[sf-lug] SFLUG.org ...
Rick Moen
rick at linuxmafia.com
Sat Apr 13 02:36:04 PDT 2019
Quoting Michael Paoli (Michael.Paoli at cal.berkeley.edu):
> We can be clever:
> $ (for d in $(whois sf-lug.org | sed -ne '/^Name Server: /!d;s/^Name
> Server: *//;s/.*/\L&/;s/[^\.]$/&./;p'); do echo "$d" $(dig +short
> "$d" A "$d" AAAA); done)
> ns1.linuxmafia.com. 198.144.195.186
> ns.primate.net. 198.144.194.12 2001:470:1f04:51a::2
> ns1.svlug.org. 64.62.190.98 2600:3c01::f03c:91ff:fe96:e78e
> ns1.sf-lug.org. 198.144.194.238 2001:470:1f04:19e::2
> $
I don't knock what works, even if that _is_ ugly as sin, and the sed
stuff looks more than usual like a picket fence that fell over onto some
tumbleweeds. I'll be taking it apart, and thanks for the (I assume)
working incantation.
What I was stumped by was why this sort of thing fails:
$ whois sf-lug.org | grep 'Name Server' | awk '{print $3}' | xargs -L 1 host
Strip the last pipe, and the output's certainly correct:
$ whois sf-lug.org | grep 'Name Server' | awk '{print $3}'
NS1.LINUXMAFIA.COM
NS.PRIMATE.NET
NS1.SVLUG.ORG
NS1.SF-LUG.ORG
$
(I like to build up shell incantations that way, so each addition is
self-explanatory and easy to check.)
I tried redirecting that to temp work file /tmp/ns, and then various
kludges to get host(1) read that from stdin, and couldn't seem to make
that function -- before needing to cut bait because this was taking too
long. Always, the host(1) invocation returns 'not found: 3(NXDOMAIN)',
and my best guess is there's some weirdness involving quoting and
subshells -- which is a good guess in shell scripting at the best of
times.
> Minimum "required" nameservers (per RFC) is 3, max recommended is ...
> I think (typically) 7 - though it also depends slightly on length of some
> of the bits of DNS data (e.g. root (.) is a very special case - absolute
> shortest of names, so there's more room for NS data in a single 512 byte
> UDP packet).
It's RFC-2182 section 5, FWIW (min 3, max 7).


__What is expected__
The entries below are to be repeated exactly, with the pictures left out.

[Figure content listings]
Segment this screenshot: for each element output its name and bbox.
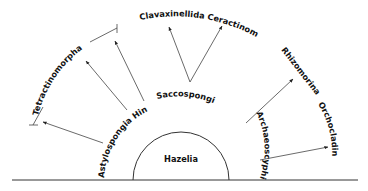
arrow-astylospongia-2 <box>86 61 127 110</box>
rhizomorina-label: Rhizomorina <box>279 45 322 97</box>
ceractinomorpha-label: Ceractinomorpha <box>0 0 260 39</box>
top-textpath: Clavaxinellida Ceractinomorpha <box>0 0 260 39</box>
clavaxinellida-ceractinomorpha-label: Clavaxinellida Ceractinomorpha <box>0 0 260 39</box>
astylospongia-hindia-label: Astylospongia Hindia ? <box>0 0 149 178</box>
arrow-archaeoscyphia-rhizomorina <box>246 79 293 123</box>
tetractinomorpha-label: Tetractinomorpha <box>30 43 83 117</box>
clavaxinellida-label: Clavaxinellida <box>138 8 205 22</box>
arrow-saccospongia-ceractinomorpha <box>190 26 222 82</box>
arrow-astylospongia-1 <box>43 122 103 143</box>
astylospongia-hindia-textpath: Astylospongia Hindia ? <box>0 0 149 178</box>
hazelia-label: Hazelia <box>164 154 198 164</box>
phylogeny-diagram: Hazelia Astylospongia Hindia ? Tetractin… <box>0 0 368 191</box>
arrow-astylospongia-3 <box>115 41 144 101</box>
tetractinomorpha-textpath: Tetractinomorpha <box>30 43 83 117</box>
arrow-saccospongia-clavaxinellida <box>169 27 190 82</box>
tetractinomorpha-bracket <box>29 24 117 125</box>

__Response for this exercise__
Segment this screenshot: for each element output its name and bbox.
arrow-astylospongia-2 <box>86 61 127 110</box>
rhizomorina-label: Rhizomorina <box>279 45 322 97</box>
ceractinomorpha-label: Ceractinomorpha <box>0 0 260 39</box>
top-textpath: Clavaxinellida Ceractinomorpha <box>0 0 260 39</box>
clavaxinellida-ceractinomorpha-label: Clavaxinellida Ceractinomorpha <box>0 0 260 39</box>
astylospongia-hindia-label: Astylospongia Hindia ? <box>0 0 149 178</box>
arrow-archaeoscyphia-rhizomorina <box>246 79 293 123</box>
tetractinomorpha-label: Tetractinomorpha <box>30 43 83 117</box>
clavaxinellida-label: Clavaxinellida <box>138 8 205 22</box>
arrow-saccospongia-ceractinomorpha <box>190 26 222 82</box>
arrow-astylospongia-1 <box>43 122 103 143</box>
astylospongia-hindia-textpath: Astylospongia Hindia ? <box>0 0 149 178</box>
hazelia-label: Hazelia <box>164 154 198 164</box>
phylogeny-diagram: Hazelia Astylospongia Hindia ? Tetractin… <box>0 0 368 191</box>
arrow-astylospongia-3 <box>115 41 144 101</box>
tetractinomorpha-textpath: Tetractinomorpha <box>30 43 83 117</box>
arrow-saccospongia-clavaxinellida <box>169 27 190 82</box>
tetractinomorpha-bracket <box>29 24 117 125</box>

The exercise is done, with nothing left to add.